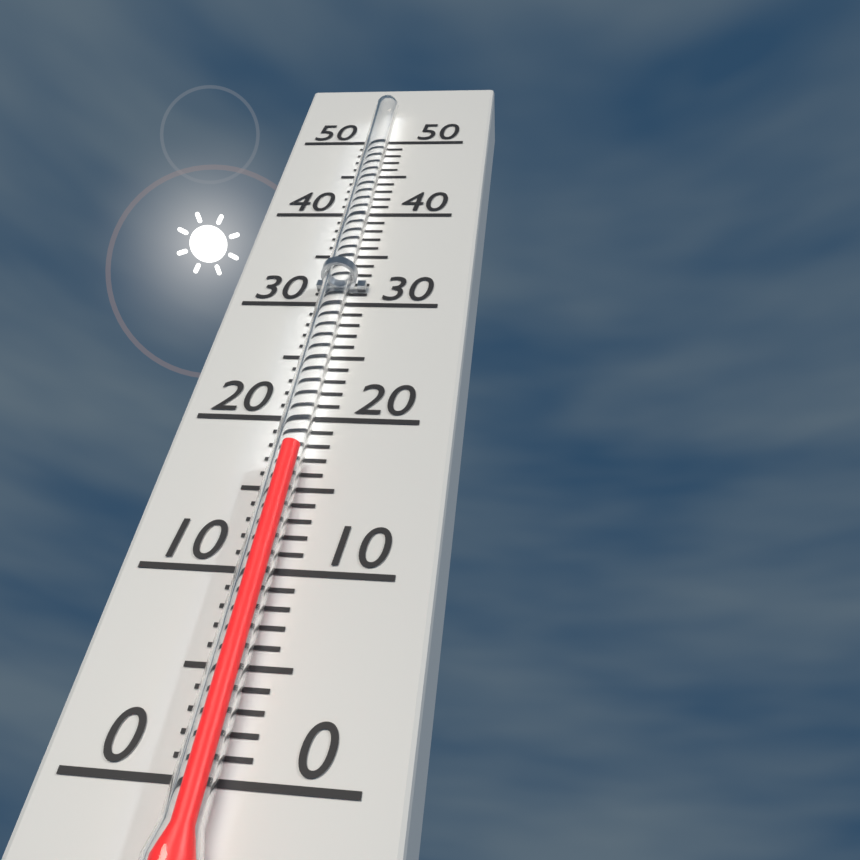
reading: 17 (no unit)
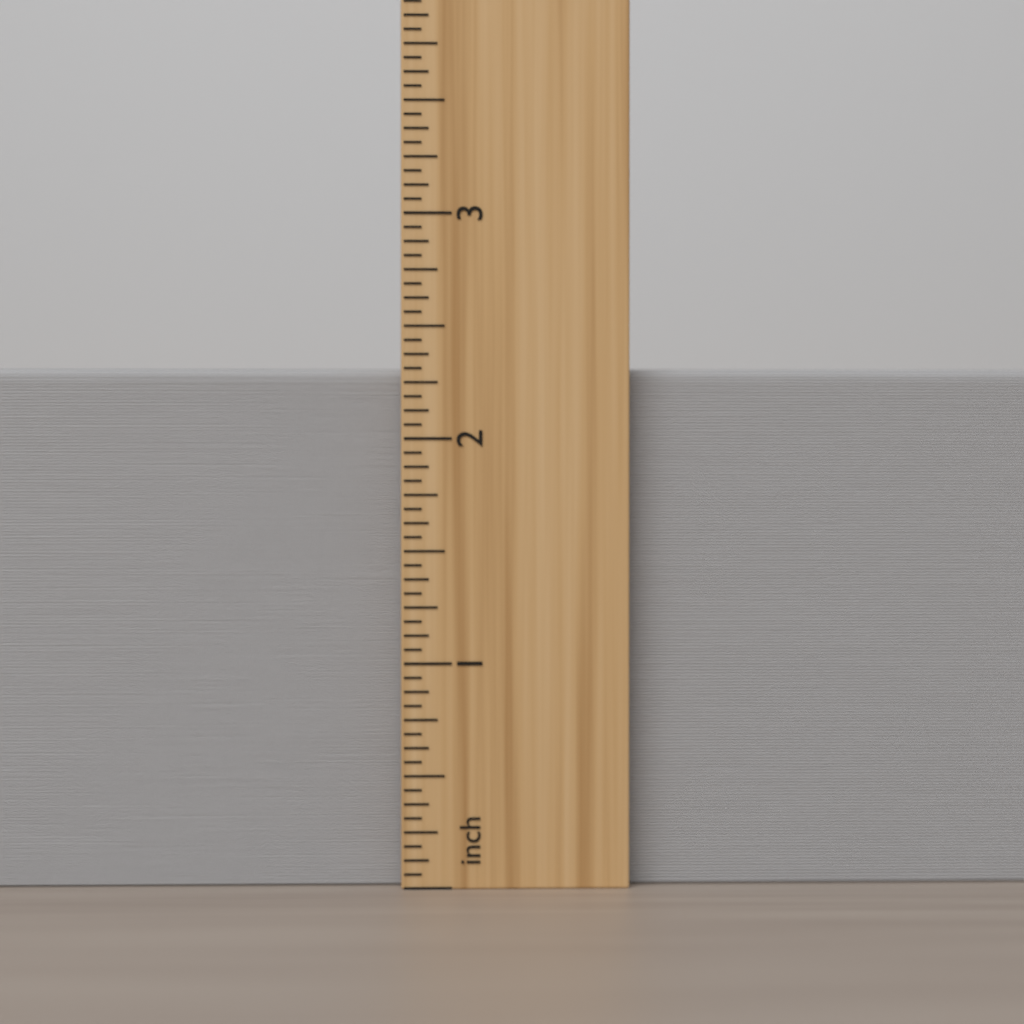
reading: 2.3125 inch
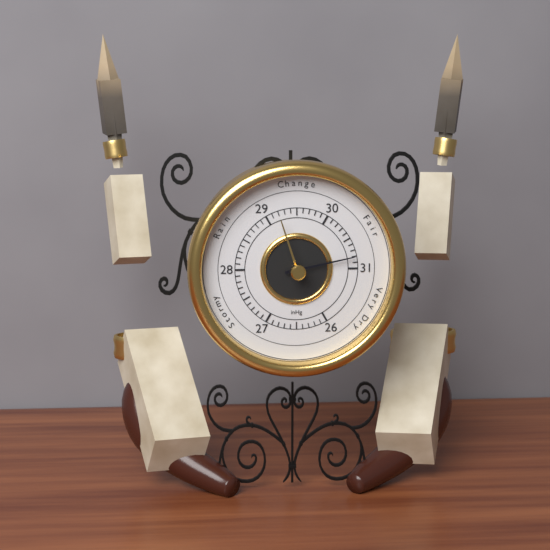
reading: 30.8 inHg
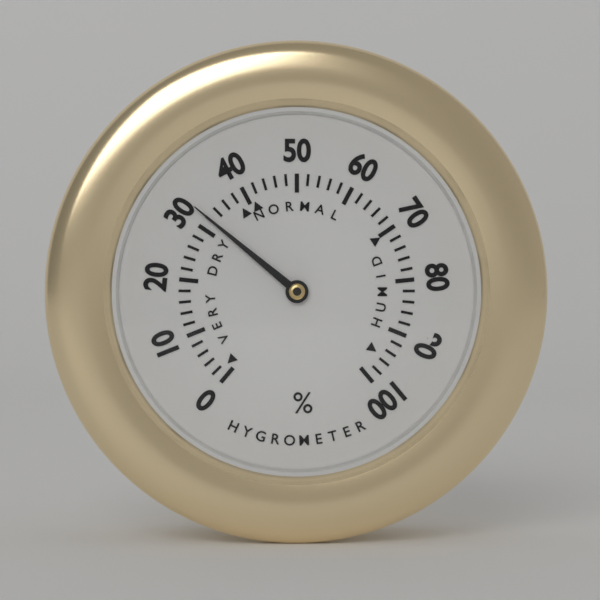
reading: 32 %
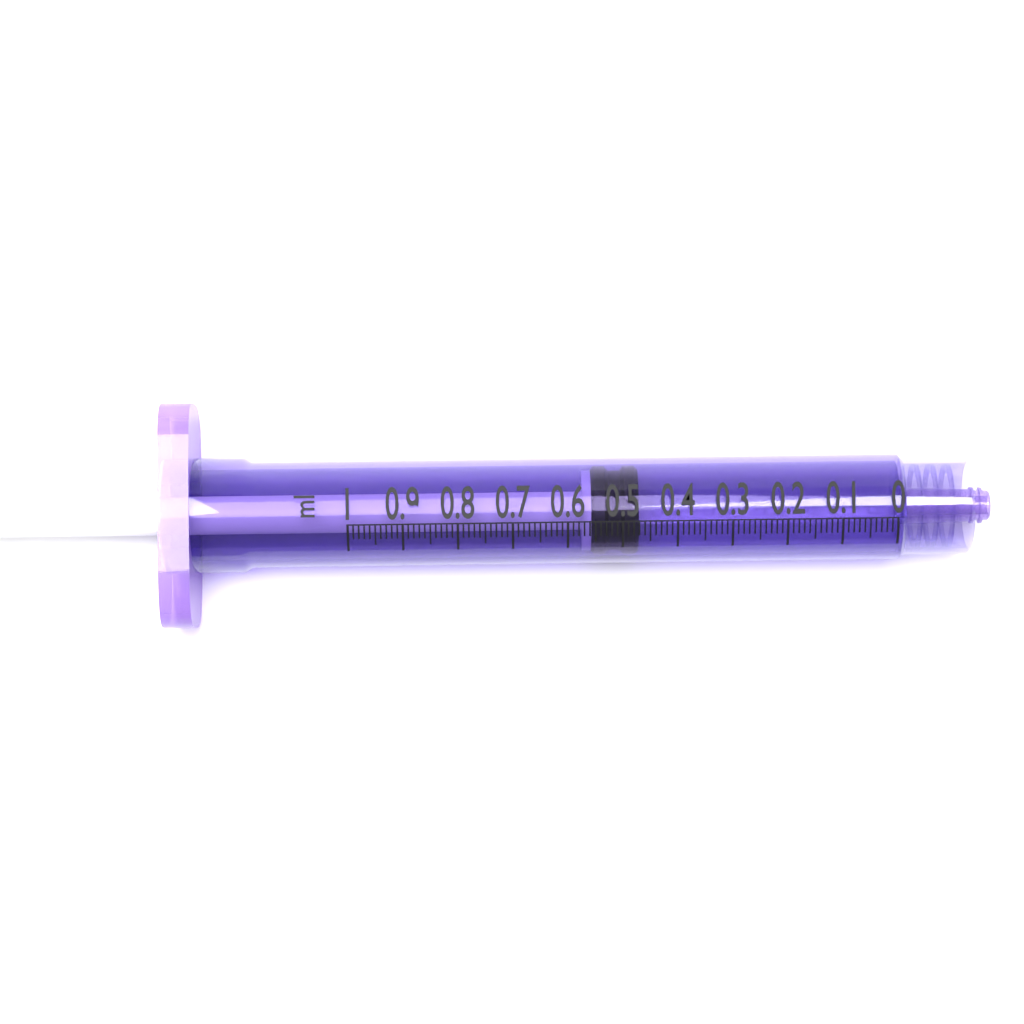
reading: 0.47 ml
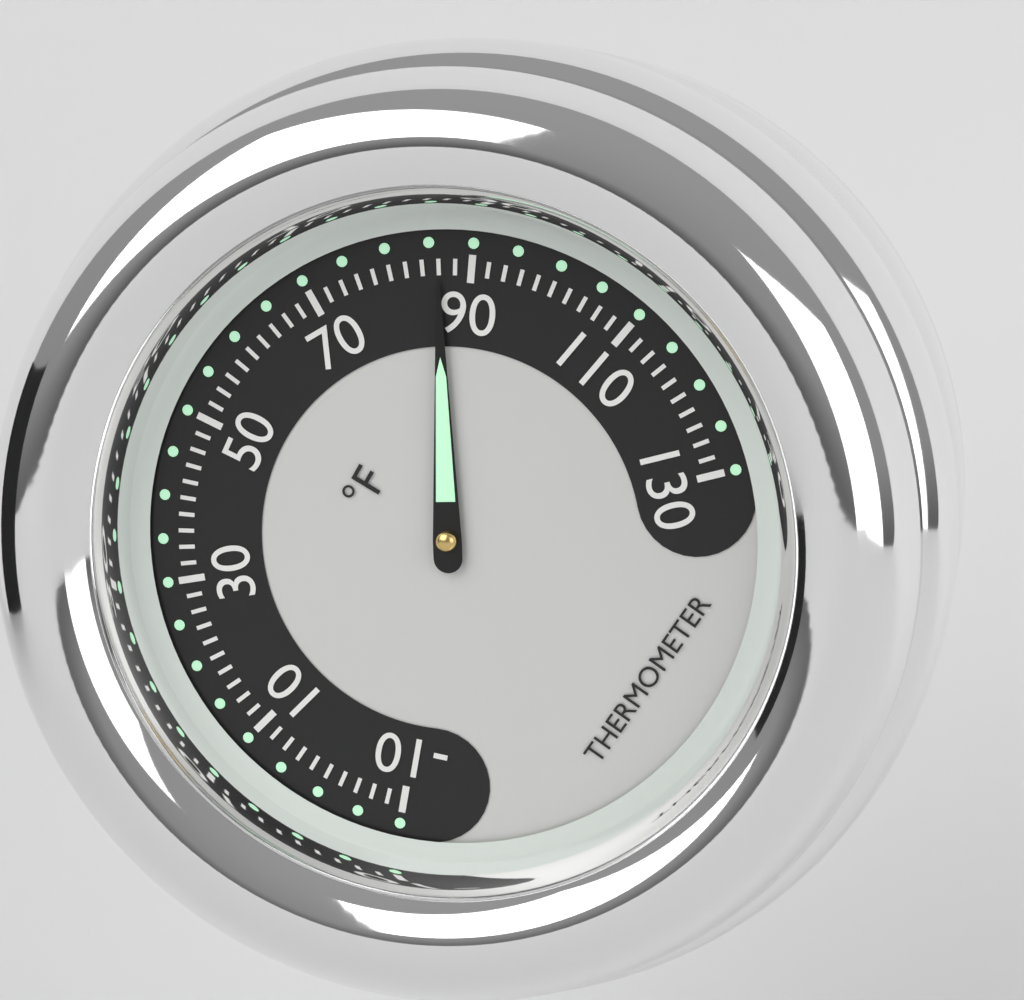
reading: 86 °F
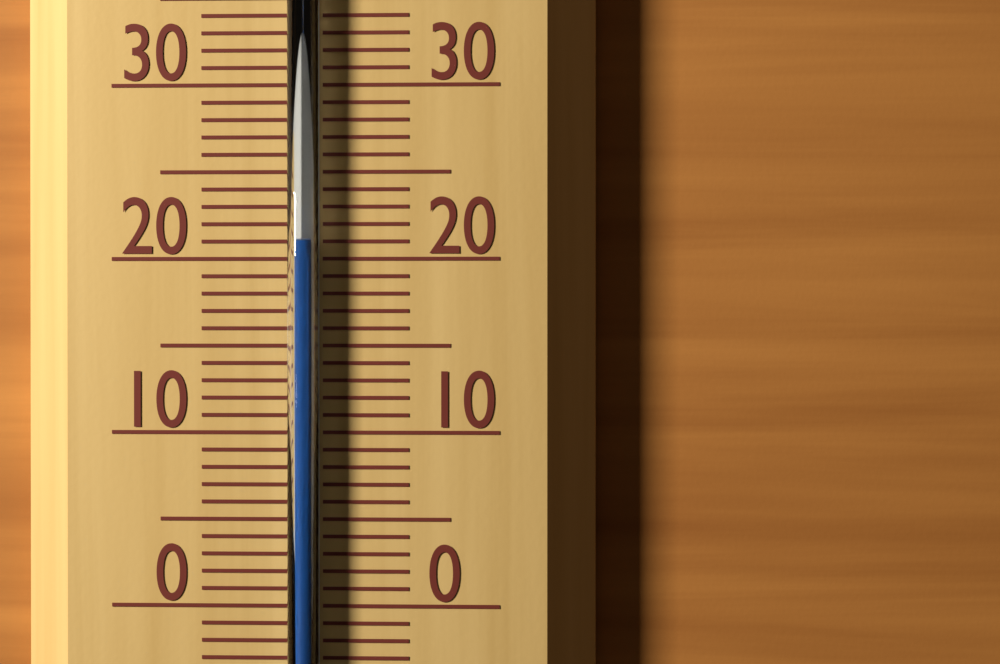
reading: 21 °C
+===+
Aim of the exercise:
What the records say must be written out exactly, with none of their pictures.

Task response:
reading: 17 (no unit)
reading: 2.3125 inch
reading: 30.8 inHg
reading: 32 %
reading: 0.47 ml
reading: 86 °F
reading: 21 °C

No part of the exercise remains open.